Think about in case your neck was so extendible that your head might attain your native store whilst you sat on the couch. That will be the human equal of what one single-celled predator can do – and now the long-standing thriller of the way it can lengthen its “neck” greater than 30 occasions the size of its “body” has been solved.
The cell membrane of this organism is folded up right into a sequence of pleats that may solely unfold and refold in a technique, Eliott Flaum at Stanford College and her colleague Manu Prakash have found, permitting it to increase and refold with out ending up in a tangled mess. “We figured most of this out by playing with a piece of paper,” says Prakash.
Lacrymaria olor is a single-celled organism, or protist, that lives in recent water and hunts its prey with its terribly extendible neck-like protrusion. Its identify means “tear of a swan”, after its swan-like neck and tear-shaped physique.
Whereas cell membranes are extremely versatile, they aren’t elastic and can’t stretch. So how L. olor extends its neck to such an incredible size has been a thriller because it was first seen beneath a microscope within the sixteenth century. “We compared this to many other organisms, and it’s orders of magnitude larger in this extension,” says Prakash. “That’s the puzzle.”
He and Flaum turned intrigued once they noticed L. olor in samples they collected from a swamp six or seven years in the past, and so they got down to clear up the thriller. Flaum used plenty of completely different methods to picture the outer construction of L. olor and its interior cytoskeleton, made from buildings referred to as microtubules. “We tried many different ways of looking at it to understand what was happening,” she says.
This revealed that the cell membrane of L. olor is folded into 15 pleats, and every pleat spirals across the cell, forming a helical construction. Prakash calls this folding sample “curved crease origami”, or “Lacrigami”.
However how does L. olor unfold and refold this big space of cell membrane with out getting right into a tangle? What Prakash and Flaum labored out is that due to the best way the pleats are stabilised by bands of microtubules linked to them, a whole crease can not unfold abruptly. As an alternative, just one level of a crease can unfold or refold at any time.
As these factors transfer in parallel up every of the 15 creases, the cell membrane unfolds in an orderly method, extending the neck. Reversing the method shortens the neck.
“Instead of randomly folding, like if you were to crumple paper, it has a guiding rail for it to fold back in the same way every time,” says Flaum.
The folding and unfolding is powered by the beating hairs, or cilia, that cowl your complete floor of the cell, says Prakash. It requires vitality to unfold in addition to refold, not like a spring, however wants little or no as a result of cell membranes bend simply.
So far as he is aware of, nobody has found this folding sample earlier than. “When we figured this out, I’d always thought that somebody playing with paper would have discovered this origami,” says Prakash. “It’s quite simple.” Anybody could make it with a chunk of paper and little bit of tape, he says.
“The clever origami design of its neck makes cilia effective for high-speed, long-range hunting,” write Leonardo Gordillo and Enrique Cerda on the College of Santiago in Chile in an accompanying article. “The origami-like protrusion mechanism identified by Flaum and Prakash has the potential to inspire new strategies in soft-matter engineering.”
Certainly, Prakash and Flaum are actually engaged on creating medical robots primarily based on “Lacrigami”. “If you had a small micro-robot in a very small space, and it could suddenly extend, that would be hugely useful in microsurgeries,” he says. “But we did this work because it’s just beautiful and a mystery to solve. We had no thought of it being useful in any way.”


> Work required: Nothing may be dropped or added when the entries below are copied.

> Input for this task:

★ ★ ★ ★

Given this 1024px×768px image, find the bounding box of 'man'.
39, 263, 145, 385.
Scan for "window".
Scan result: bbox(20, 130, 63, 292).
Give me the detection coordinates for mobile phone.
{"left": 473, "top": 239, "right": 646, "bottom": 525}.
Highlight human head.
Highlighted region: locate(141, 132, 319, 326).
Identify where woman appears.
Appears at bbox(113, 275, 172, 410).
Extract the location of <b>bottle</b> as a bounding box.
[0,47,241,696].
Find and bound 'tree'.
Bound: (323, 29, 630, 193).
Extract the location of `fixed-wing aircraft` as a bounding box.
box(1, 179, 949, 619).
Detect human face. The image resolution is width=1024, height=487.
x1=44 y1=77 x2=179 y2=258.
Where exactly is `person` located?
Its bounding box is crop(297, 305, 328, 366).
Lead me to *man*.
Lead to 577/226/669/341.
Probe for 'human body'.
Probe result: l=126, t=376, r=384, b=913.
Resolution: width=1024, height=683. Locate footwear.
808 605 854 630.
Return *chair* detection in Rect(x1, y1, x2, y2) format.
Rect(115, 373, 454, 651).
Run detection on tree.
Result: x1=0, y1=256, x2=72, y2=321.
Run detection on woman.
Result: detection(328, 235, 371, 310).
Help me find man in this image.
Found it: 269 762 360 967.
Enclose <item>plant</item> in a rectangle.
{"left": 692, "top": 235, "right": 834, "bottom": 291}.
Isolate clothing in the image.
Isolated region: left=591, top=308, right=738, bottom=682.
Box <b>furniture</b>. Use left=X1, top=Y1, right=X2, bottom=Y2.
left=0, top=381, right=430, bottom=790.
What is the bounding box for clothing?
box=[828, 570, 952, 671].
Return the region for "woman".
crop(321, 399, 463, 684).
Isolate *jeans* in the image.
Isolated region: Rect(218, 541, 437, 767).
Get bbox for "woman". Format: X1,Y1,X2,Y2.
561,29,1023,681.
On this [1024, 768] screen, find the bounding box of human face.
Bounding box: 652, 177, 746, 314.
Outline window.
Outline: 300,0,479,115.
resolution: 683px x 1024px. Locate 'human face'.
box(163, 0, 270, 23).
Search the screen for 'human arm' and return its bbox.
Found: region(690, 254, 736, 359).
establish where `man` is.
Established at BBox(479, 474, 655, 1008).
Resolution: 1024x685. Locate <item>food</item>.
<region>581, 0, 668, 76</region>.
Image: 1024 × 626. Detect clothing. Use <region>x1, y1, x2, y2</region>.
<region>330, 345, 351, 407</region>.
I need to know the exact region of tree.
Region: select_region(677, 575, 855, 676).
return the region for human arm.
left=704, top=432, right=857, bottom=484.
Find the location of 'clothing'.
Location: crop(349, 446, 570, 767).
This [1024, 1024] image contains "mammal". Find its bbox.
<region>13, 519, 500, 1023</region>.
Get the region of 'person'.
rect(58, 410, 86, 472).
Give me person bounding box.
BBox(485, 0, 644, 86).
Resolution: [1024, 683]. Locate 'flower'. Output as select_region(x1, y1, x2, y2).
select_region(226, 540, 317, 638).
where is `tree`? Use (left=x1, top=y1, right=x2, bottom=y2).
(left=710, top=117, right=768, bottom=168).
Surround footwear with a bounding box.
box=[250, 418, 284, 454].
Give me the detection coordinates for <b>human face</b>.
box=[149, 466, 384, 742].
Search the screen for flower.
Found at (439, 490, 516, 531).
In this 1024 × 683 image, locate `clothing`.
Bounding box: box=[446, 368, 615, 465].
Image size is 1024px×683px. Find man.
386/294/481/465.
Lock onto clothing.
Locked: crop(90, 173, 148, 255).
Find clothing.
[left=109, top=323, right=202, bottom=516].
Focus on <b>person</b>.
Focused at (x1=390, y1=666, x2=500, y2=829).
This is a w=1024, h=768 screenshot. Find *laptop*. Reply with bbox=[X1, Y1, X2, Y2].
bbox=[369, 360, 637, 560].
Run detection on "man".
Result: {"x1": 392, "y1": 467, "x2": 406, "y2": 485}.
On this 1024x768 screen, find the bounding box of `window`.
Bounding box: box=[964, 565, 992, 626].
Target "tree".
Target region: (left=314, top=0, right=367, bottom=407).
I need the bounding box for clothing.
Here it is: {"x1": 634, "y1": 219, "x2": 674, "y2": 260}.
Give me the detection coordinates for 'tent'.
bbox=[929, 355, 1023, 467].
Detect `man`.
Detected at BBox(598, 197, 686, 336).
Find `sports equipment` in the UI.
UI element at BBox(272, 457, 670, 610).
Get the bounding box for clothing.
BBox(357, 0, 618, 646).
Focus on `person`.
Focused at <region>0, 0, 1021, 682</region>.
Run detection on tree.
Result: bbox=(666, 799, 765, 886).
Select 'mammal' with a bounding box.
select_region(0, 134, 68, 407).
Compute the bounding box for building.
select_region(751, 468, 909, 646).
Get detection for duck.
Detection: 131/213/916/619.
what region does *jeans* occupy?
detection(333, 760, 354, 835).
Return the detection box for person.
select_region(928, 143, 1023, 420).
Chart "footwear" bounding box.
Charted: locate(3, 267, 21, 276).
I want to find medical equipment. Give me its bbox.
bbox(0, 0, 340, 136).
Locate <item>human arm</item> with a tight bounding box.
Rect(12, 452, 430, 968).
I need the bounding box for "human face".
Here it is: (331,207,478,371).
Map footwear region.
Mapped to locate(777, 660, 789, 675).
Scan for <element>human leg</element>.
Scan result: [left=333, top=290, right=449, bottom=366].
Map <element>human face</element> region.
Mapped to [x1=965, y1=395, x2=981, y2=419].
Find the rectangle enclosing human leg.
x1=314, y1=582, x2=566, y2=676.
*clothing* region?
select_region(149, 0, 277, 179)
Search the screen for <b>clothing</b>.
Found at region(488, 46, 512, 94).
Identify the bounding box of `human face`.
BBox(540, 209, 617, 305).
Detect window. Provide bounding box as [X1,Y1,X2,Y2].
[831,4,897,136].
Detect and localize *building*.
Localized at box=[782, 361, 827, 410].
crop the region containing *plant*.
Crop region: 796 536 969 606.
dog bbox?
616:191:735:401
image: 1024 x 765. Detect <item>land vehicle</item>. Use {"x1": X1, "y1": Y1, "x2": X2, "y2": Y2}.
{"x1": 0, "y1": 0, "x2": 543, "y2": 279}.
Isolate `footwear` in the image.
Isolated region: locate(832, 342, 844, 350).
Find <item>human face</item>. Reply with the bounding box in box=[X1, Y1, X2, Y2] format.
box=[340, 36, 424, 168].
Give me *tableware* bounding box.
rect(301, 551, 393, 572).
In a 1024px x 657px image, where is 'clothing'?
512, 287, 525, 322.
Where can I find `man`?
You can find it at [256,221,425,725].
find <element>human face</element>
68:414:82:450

★ ★ ★ ★

> Response:
Given this 1024px×768px image, find the bounding box of 'man'.
39, 263, 145, 385.
Scan for "window".
Scan result: bbox(20, 130, 63, 292).
Give me the detection coordinates for mobile phone.
{"left": 473, "top": 239, "right": 646, "bottom": 525}.
Highlight human head.
Highlighted region: locate(141, 132, 319, 326).
Identify where woman appears.
Appears at bbox(113, 275, 172, 410).
Extract the location of <b>bottle</b> as a bounding box.
[0,47,241,696].
Find and bound 'tree'.
Bound: (323, 29, 630, 193).
Extract the location of `fixed-wing aircraft` as a bounding box.
box(1, 179, 949, 619).
Detect human face. The image resolution is width=1024, height=487.
x1=44 y1=77 x2=179 y2=258.
Where exactly is `person` located?
Its bounding box is crop(297, 305, 328, 366).
Lead me to *man*.
Lead to 577/226/669/341.
Probe for 'human body'.
Probe result: l=126, t=376, r=384, b=913.
Resolution: width=1024, height=683. Locate footwear.
808 605 854 630.
Return *chair* detection in Rect(x1, y1, x2, y2) format.
Rect(115, 373, 454, 651).
Run detection on tree.
Result: x1=0, y1=256, x2=72, y2=321.
Run detection on woman.
Result: detection(328, 235, 371, 310).
Help me find man in this image.
Found it: 269 762 360 967.
Enclose <item>plant</item> in a rectangle.
{"left": 692, "top": 235, "right": 834, "bottom": 291}.
Isolate clothing in the image.
Isolated region: left=591, top=308, right=738, bottom=682.
Box <b>furniture</b>. Use left=X1, top=Y1, right=X2, bottom=Y2.
left=0, top=381, right=430, bottom=790.
What is the bounding box for clothing?
box=[828, 570, 952, 671].
Return the region for "woman".
crop(321, 399, 463, 684).
Isolate *jeans* in the image.
Isolated region: Rect(218, 541, 437, 767).
Get bbox for "woman". Format: X1,Y1,X2,Y2.
561,29,1023,681.
On this [1024, 768] screen, find the bounding box of human face.
Bounding box: 652, 177, 746, 314.
Outline window.
Outline: 300,0,479,115.
resolution: 683px x 1024px. Locate 'human face'.
box(163, 0, 270, 23).
Search the screen for 'human arm' and return its bbox.
Found: region(690, 254, 736, 359).
establish where `man` is.
Established at BBox(479, 474, 655, 1008).
Resolution: 1024x685. Locate <item>food</item>.
<region>581, 0, 668, 76</region>.
Image: 1024 × 626. Detect clothing. Use <region>x1, y1, x2, y2</region>.
<region>330, 345, 351, 407</region>.
I need to know the exact region of tree.
Region: select_region(677, 575, 855, 676).
return the region for human arm.
left=704, top=432, right=857, bottom=484.
Find the location of 'clothing'.
Location: crop(349, 446, 570, 767).
This [1024, 1024] image contains "mammal". Find its bbox.
<region>13, 519, 500, 1023</region>.
Get the region of 'person'.
rect(58, 410, 86, 472).
Give me person bounding box.
BBox(485, 0, 644, 86).
Resolution: [1024, 683]. Locate 'flower'. Output as select_region(x1, y1, x2, y2).
select_region(226, 540, 317, 638).
where is `tree`? Use (left=x1, top=y1, right=x2, bottom=y2).
(left=710, top=117, right=768, bottom=168).
Surround footwear with a bounding box.
box=[250, 418, 284, 454].
Give me the detection coordinates for <b>human face</b>.
box=[149, 466, 384, 742].
Search the screen for flower.
Found at (439, 490, 516, 531).
In this 1024 × 683 image, locate `clothing`.
Bounding box: box=[446, 368, 615, 465].
Image size is 1024px×683px. Find man.
386/294/481/465.
Lock onto clothing.
Locked: crop(90, 173, 148, 255).
Find clothing.
[left=109, top=323, right=202, bottom=516].
Focus on <b>person</b>.
Focused at (x1=390, y1=666, x2=500, y2=829).
This is a w=1024, h=768 screenshot. Find *laptop*. Reply with bbox=[X1, Y1, X2, Y2].
bbox=[369, 360, 637, 560].
Run detection on "man".
Result: {"x1": 392, "y1": 467, "x2": 406, "y2": 485}.
On this 1024x768 screen, find the bounding box of `window`.
Bounding box: box=[964, 565, 992, 626].
Target "tree".
Target region: (left=314, top=0, right=367, bottom=407).
I need the bounding box for clothing.
Here it is: {"x1": 634, "y1": 219, "x2": 674, "y2": 260}.
Give me the detection coordinates for 'tent'.
bbox=[929, 355, 1023, 467].
Detect `man`.
Detected at BBox(598, 197, 686, 336).
Find `sports equipment` in the UI.
UI element at BBox(272, 457, 670, 610).
Get the bounding box for clothing.
BBox(357, 0, 618, 646).
Focus on `person`.
Focused at <region>0, 0, 1021, 682</region>.
Run detection on tree.
Result: bbox=(666, 799, 765, 886).
Select 'mammal' with a bounding box.
select_region(0, 134, 68, 407).
Compute the bounding box for building.
select_region(751, 468, 909, 646).
Get detection for duck.
Detection: 131/213/916/619.
what region does *jeans* occupy?
detection(333, 760, 354, 835).
Return the detection box for person.
select_region(928, 143, 1023, 420).
Chart "footwear" bounding box.
Charted: locate(3, 267, 21, 276).
I want to find medical equipment. Give me its bbox.
bbox(0, 0, 340, 136).
Locate <item>human arm</item> with a tight bounding box.
Rect(12, 452, 430, 968).
I need the bounding box for "human face".
Here it is: (331,207,478,371).
Map footwear region.
Mapped to locate(777, 660, 789, 675).
Scan for <element>human leg</element>.
Scan result: [left=333, top=290, right=449, bottom=366].
Map <element>human face</element> region.
Mapped to [x1=965, y1=395, x2=981, y2=419].
Find the rectangle enclosing human leg.
x1=314, y1=582, x2=566, y2=676.
*clothing* region?
select_region(149, 0, 277, 179)
Search the screen for <b>clothing</b>.
Found at region(488, 46, 512, 94).
Identify the bounding box of `human face`.
BBox(540, 209, 617, 305).
Detect window. Provide bounding box as [X1,Y1,X2,Y2].
[831,4,897,136].
Detect and localize *building*.
Localized at box=[782, 361, 827, 410].
crop the region containing *plant*.
Crop region: 796 536 969 606.
dog bbox?
616:191:735:401
image: 1024 x 765. Detect <item>land vehicle</item>. Use {"x1": X1, "y1": Y1, "x2": X2, "y2": Y2}.
{"x1": 0, "y1": 0, "x2": 543, "y2": 279}.
Isolate `footwear` in the image.
Isolated region: locate(832, 342, 844, 350).
Find <item>human face</item>. Reply with the bounding box in box=[X1, Y1, X2, Y2] format.
box=[340, 36, 424, 168].
Give me *tableware* bounding box.
rect(301, 551, 393, 572).
In a 1024px x 657px image, where is 'clothing'?
512, 287, 525, 322.
Where can I find `man`?
You can find it at [256,221,425,725].
find <element>human face</element>
68:414:82:450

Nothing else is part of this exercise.